A Dragon Slain By TSR

As I related in my review of Lords of Creation and Powers & Perils, Avalon Hill and SPI – the two big beasts in the US market when it came to wargames in the 1970s – were caught napping when it came to tabletop RPGs. Avalon Hill were left with egg on their face when they turned down D&D, prompting Gary Gygax to set up TSR; rather than being in a position to be the dominant force in an entire market which overlapped with the wargaming fandom enough to draw money from its fans but also could reach a wider audience, Avalon Hill had conceded the nascent RPG industry to TSR and other publishers who jumped onto their bandwagon.

I covered Avalon Hill’s mid-1980s bid to finally break into the RPG market in that review, which resulted in what you could charitably call “mixed success”. To summarise, Lords of Creation and Powers & Perils were poor efforts whose failure in the market was largely a justifiable reflection of their poor design – overly sloppy in the former case, overly fussy in the latter. Their subsidiary. Victory Games, produced James Bond 007, lately cloned as Classified, which was ahead of its time in some ways and, during the window of time when it was on sale before Avalon Hill gave up the licence, beat out TSR’s Top Secret and Flying Buffalo’s Mercenaries, Spies & Private Eyes to become the top espionage RPG on the market. Third edition RuneQuest, though still largely the work of Chaosium, was produced and distributed by Avalon Hill, and despite some issues with both the design itself and Avalon Hill’s management of the game line was still a significant success, selling more in its first four months than Lords of Creation and Powers & Perils sold in their first year combined.

This followed SPI’s own bid to break into the RPG market, which they launched in 1980 and was also a mixed success – and arguably a more intense one at that, with lower troughs and higher peaks. (This is especially the case if you count RuneQuest as a Chaosium game which Avalon Hill happened to have a distribution deal for rather than a “true” Avalon Hill game in the sense of being developed in-house by them or a subsidiary.)

As far as the troughs go, the Dallas RPG lives on in infamy as a major laughing stock of the industry. In more recent years, the existence of games like Fiasco makes me think that the idea of a soap opera-themed RPG or storygame could have some legs – but at the same time, I think such an endeavour calls for game mechanical ideas and approaches which simply hadn’t been developed in 1980. As it stood, the market at the time was not ready for such a product, and the field of game design didn’t offer the tools needed to make it work.

But that trough had its corresponding peak in the form of the mighty DragonQuest. (No relation to the adorable Akira Toriyama-illustrated console JRPG series of the same name – in fact, the reason the first few games in that series came out in the west as Dragon Warrior was to avoid a trademark clash.) Though Dallas bombed, DragonQuest was a hit, selling out completely at the 1980 Origins convention, and in the months that followed gathered significant critical acclaim and commercial success. Origins 1981 was another triumphant moment for DragonQuest, when it took away the award for the best roleplaying rules for 1980. Judges’ Guild did some third party products for it, which of course would have been a pointless endeavour had the game not gained a sufficient following to make it worth Judges’ Guild spending their time on it.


GOAL OF THE EXERCISE
Below are the records; print them again exactly and omit the pictures.

SOURCE DATA

■ ■ ■ ■

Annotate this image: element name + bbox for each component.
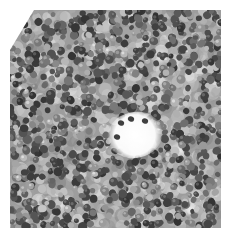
tissue-texture [10, 10, 221, 228]
micrograph-image [10, 10, 221, 228]
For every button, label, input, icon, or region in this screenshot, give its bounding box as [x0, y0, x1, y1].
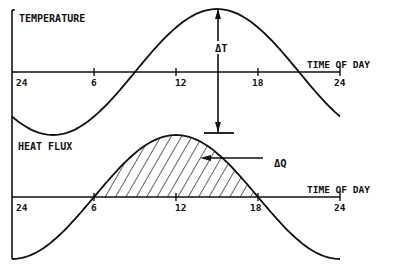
delta-q-label: ΔQ	[274, 157, 287, 169]
heat-flux-hatched-area	[94, 135, 258, 197]
top-tick-label-24-start: 24	[16, 77, 28, 88]
bottom-axis-title: TIME OF DAY	[307, 184, 370, 195]
top-axis-title: TIME OF DAY	[307, 59, 370, 70]
bottom-tick-label-6: 6	[91, 202, 97, 213]
top-tick-label-18: 18	[252, 77, 264, 88]
top-axis-ticks	[94, 66, 340, 76]
bottom-tick-label-24-end: 24	[334, 202, 346, 213]
delta-t-arrow-down-head	[215, 122, 221, 132]
top-tick-label-6: 6	[91, 77, 97, 88]
bottom-tick-label-18: 18	[250, 202, 262, 213]
temperature-title: TEMPERATURE	[19, 13, 85, 24]
top-tick-label-12: 12	[175, 77, 186, 88]
top-tick-label-24-end: 24	[334, 77, 346, 88]
delta-t-label: ΔT	[215, 42, 228, 54]
delta-t-arrow-up-head	[215, 9, 221, 19]
bottom-tick-label-24-start: 24	[16, 202, 28, 213]
heat-flux-title: HEAT FLUX	[18, 141, 72, 152]
bottom-tick-label-12: 12	[175, 202, 186, 213]
temperature-heat-flux-diagram: TEMPERATURE 24 6 12 18 24 TIME OF DAY ΔT…	[0, 0, 401, 266]
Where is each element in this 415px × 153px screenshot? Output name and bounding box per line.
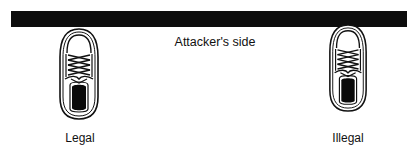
shoe-opening: [70, 82, 88, 112]
legal-caption: Legal: [50, 131, 110, 145]
shoe-opening: [339, 76, 356, 105]
attackers-side-label: Attacker's side: [150, 35, 280, 49]
illegal-caption: Illegal: [318, 131, 378, 145]
shoe-illegal-icon: [327, 21, 369, 115]
shoe-laces: [65, 54, 93, 83]
shoe-legal-icon: [57, 27, 101, 121]
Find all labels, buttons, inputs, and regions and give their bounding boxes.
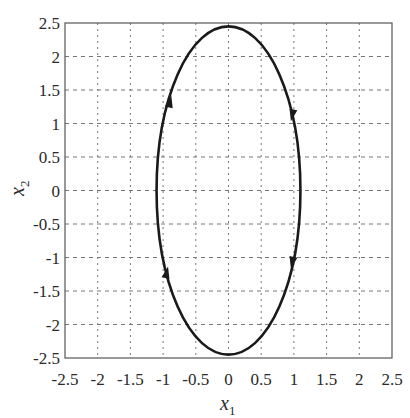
x-tick-label: -0.5 [182, 370, 209, 389]
y-tick-label: -2.5 [33, 349, 60, 368]
y-tick-label: 0.5 [39, 148, 60, 167]
x-tick-label: -2.5 [52, 370, 79, 389]
x-tick-label: 1.5 [316, 370, 337, 389]
y-axis-ticks: 2.521.510.50-0.5-1-1.5-2-2.5 [33, 14, 60, 368]
y-axis-label: x2 [6, 181, 32, 197]
grid-lines [65, 23, 392, 358]
arrow-down-icon [287, 109, 297, 122]
y-tick-label: -1.5 [33, 282, 60, 301]
x-tick-label: 2.5 [381, 370, 402, 389]
x-axis-ticks: -2.5-2-1.5-1-0.500.511.522.5 [52, 370, 403, 389]
x-axis-label: x1 [219, 392, 235, 418]
y-tick-label: -0.5 [33, 215, 60, 234]
y-tick-label: -2 [46, 316, 60, 335]
x-tick-label: 1 [290, 370, 299, 389]
x-tick-label: 0 [224, 370, 233, 389]
x-tick-label: -1 [156, 370, 170, 389]
x-tick-label: -2 [91, 370, 105, 389]
y-tick-label: 2 [52, 48, 61, 67]
x-tick-label: 0.5 [251, 370, 272, 389]
y-tick-label: 1.5 [39, 81, 60, 100]
y-tick-label: -1 [46, 249, 60, 268]
y-tick-label: 1 [52, 115, 61, 134]
x-tick-label: 2 [355, 370, 364, 389]
y-tick-label: 2.5 [39, 14, 60, 33]
y-tick-label: 0 [52, 182, 61, 201]
arrow-up-icon [162, 266, 172, 279]
direction-arrows [162, 95, 298, 279]
phase-portrait-chart: -2.5-2-1.5-1-0.500.511.522.5 2.521.510.5… [0, 0, 410, 418]
x-tick-label: -1.5 [117, 370, 144, 389]
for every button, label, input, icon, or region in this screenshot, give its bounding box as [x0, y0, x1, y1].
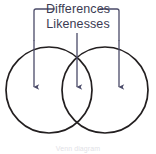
annotation-arrows	[34, 33, 119, 87]
differences-label: Differences	[0, 2, 156, 16]
right-circle	[62, 47, 148, 133]
left-circle	[6, 47, 92, 133]
venn-diagram-figure: Differences Likenesses Venn diagram	[0, 0, 156, 154]
figure-caption: Venn diagram	[0, 145, 156, 153]
likenesses-label: Likenesses	[0, 17, 156, 31]
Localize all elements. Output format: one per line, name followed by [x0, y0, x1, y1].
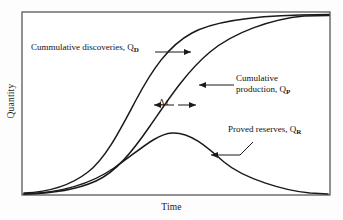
annotation-production-text: production, Q [236, 84, 286, 94]
x-axis-label: Time [0, 202, 343, 212]
annotation-delta-t: Δ t [159, 97, 168, 108]
annotation-production-line2: production, QP [236, 84, 290, 96]
y-axis-label: Quantity [6, 71, 16, 131]
annotation-reserves-subscript: R [296, 128, 301, 136]
annotation-reserves-text: Proved reserves, Q [228, 124, 296, 134]
annotation-cumulative-production: Cumulative production, QP [236, 73, 290, 96]
figure-container: Quantity Time Cummulative discoveries, Q… [0, 0, 343, 220]
annotation-production-line1: Cumulative [236, 73, 290, 84]
plot-frame [22, 12, 330, 195]
annotation-cummulative-discoveries: Cummulative discoveries, QD [31, 42, 139, 54]
chart-canvas [0, 0, 343, 220]
annotation-proved-reserves: Proved reserves, QR [228, 124, 301, 136]
annotation-production-subscript: P [286, 88, 290, 96]
annotation-discoveries-subscript: D [134, 46, 139, 54]
annotation-discoveries-text: Cummulative discoveries, Q [31, 42, 134, 52]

■ ■ ■ ■

PROBLEM SOLUTION
Annotate this image: element name + bbox for each component.
tissue-texture [10, 10, 221, 228]
micrograph-image [10, 10, 221, 228]
For every button, label, input, icon, or region in this screenshot, give its bounding box as [x0, y0, x1, y1].
delta-q-label: ΔQ	[274, 157, 287, 169]
heat-flux-hatched-area	[94, 135, 258, 197]
top-tick-label-24-start: 24	[16, 77, 28, 88]
bottom-axis-title: TIME OF DAY	[307, 184, 370, 195]
top-axis-title: TIME OF DAY	[307, 59, 370, 70]
bottom-tick-label-6: 6	[91, 202, 97, 213]
top-tick-label-18: 18	[252, 77, 264, 88]
top-axis-ticks	[94, 66, 340, 76]
bottom-tick-label-24-end: 24	[334, 202, 346, 213]
delta-t-arrow-down-head	[215, 122, 221, 132]
top-tick-label-6: 6	[91, 77, 97, 88]
bottom-tick-label-18: 18	[250, 202, 262, 213]
temperature-title: TEMPERATURE	[19, 13, 85, 24]
top-tick-label-12: 12	[175, 77, 186, 88]
top-tick-label-24-end: 24	[334, 77, 346, 88]
delta-t-label: ΔT	[215, 42, 228, 54]
delta-t-arrow-up-head	[215, 9, 221, 19]
bottom-tick-label-24-start: 24	[16, 202, 28, 213]
heat-flux-title: HEAT FLUX	[18, 141, 72, 152]
bottom-tick-label-12: 12	[175, 202, 186, 213]
temperature-heat-flux-diagram: TEMPERATURE 24 6 12 18 24 TIME OF DAY ΔT…	[0, 0, 401, 266]
Where is each element in this 415px × 153px screenshot? Output name and bounding box per line.
shoe-opening: [70, 82, 88, 112]
legal-caption: Legal: [50, 131, 110, 145]
shoe-opening: [339, 76, 356, 105]
attackers-side-label: Attacker's side: [150, 35, 280, 49]
illegal-caption: Illegal: [318, 131, 378, 145]
shoe-illegal-icon: [327, 21, 369, 115]
shoe-laces: [65, 54, 93, 83]
shoe-legal-icon: [57, 27, 101, 121]
Find all labels, buttons, inputs, and regions and give their bounding boxes.
x-tick-label: -0.5 [182, 370, 209, 389]
y-tick-label: -2.5 [33, 349, 60, 368]
y-tick-label: 0.5 [39, 148, 60, 167]
x-tick-label: -2.5 [52, 370, 79, 389]
x-tick-label: 1.5 [316, 370, 337, 389]
y-axis-ticks: 2.521.510.50-0.5-1-1.5-2-2.5 [33, 14, 60, 368]
y-axis-label: x2 [6, 181, 32, 197]
grid-lines [65, 23, 392, 358]
arrow-down-icon [287, 109, 297, 122]
y-tick-label: -1.5 [33, 282, 60, 301]
x-tick-label: 2.5 [381, 370, 402, 389]
x-axis-ticks: -2.5-2-1.5-1-0.500.511.522.5 [52, 370, 403, 389]
x-axis-label: x1 [219, 392, 235, 418]
y-tick-label: -0.5 [33, 215, 60, 234]
y-tick-label: -2 [46, 316, 60, 335]
x-tick-label: 1 [290, 370, 299, 389]
x-tick-label: 0 [224, 370, 233, 389]
x-tick-label: -1 [156, 370, 170, 389]
x-tick-label: -2 [91, 370, 105, 389]
y-tick-label: 2 [52, 48, 61, 67]
x-tick-label: 0.5 [251, 370, 272, 389]
y-tick-label: 1.5 [39, 81, 60, 100]
y-tick-label: -1 [46, 249, 60, 268]
y-tick-label: 1 [52, 115, 61, 134]
x-tick-label: 2 [355, 370, 364, 389]
y-tick-label: 2.5 [39, 14, 60, 33]
y-tick-label: 0 [52, 182, 61, 201]
arrow-up-icon [162, 266, 172, 279]
direction-arrows [162, 95, 298, 279]
phase-portrait-chart: -2.5-2-1.5-1-0.500.511.522.5 2.521.510.5… [0, 0, 410, 418]
x-tick-label: -1.5 [117, 370, 144, 389]
for every button, label, input, icon, or region in this screenshot, give its bounding box as [x0, y0, x1, y1].
annotation-arrows	[34, 33, 119, 87]
differences-label: Differences	[0, 2, 156, 16]
right-circle	[62, 47, 148, 133]
left-circle	[6, 47, 92, 133]
venn-diagram-figure: Differences Likenesses Venn diagram	[0, 0, 156, 154]
figure-caption: Venn diagram	[0, 145, 156, 153]
likenesses-label: Likenesses	[0, 17, 156, 31]
Localize all elements. Output format: one per line, name followed by [x0, y0, x1, y1].
annotation-production-text: production, Q [236, 84, 286, 94]
x-axis-label: Time [0, 202, 343, 212]
annotation-delta-t: Δ t [159, 97, 168, 108]
annotation-production-line2: production, QP [236, 84, 290, 96]
y-axis-label: Quantity [6, 71, 16, 131]
annotation-reserves-subscript: R [296, 128, 301, 136]
annotation-reserves-text: Proved reserves, Q [228, 124, 296, 134]
annotation-cumulative-production: Cumulative production, QP [236, 73, 290, 96]
figure-container: Quantity Time Cummulative discoveries, Q… [0, 0, 343, 220]
annotation-production-line1: Cumulative [236, 73, 290, 84]
plot-frame [22, 12, 330, 195]
annotation-cummulative-discoveries: Cummulative discoveries, QD [31, 42, 139, 54]
chart-canvas [0, 0, 343, 220]
annotation-proved-reserves: Proved reserves, QR [228, 124, 301, 136]
annotation-production-subscript: P [286, 88, 290, 96]
annotation-discoveries-subscript: D [134, 46, 139, 54]
annotation-discoveries-text: Cummulative discoveries, Q [31, 42, 134, 52]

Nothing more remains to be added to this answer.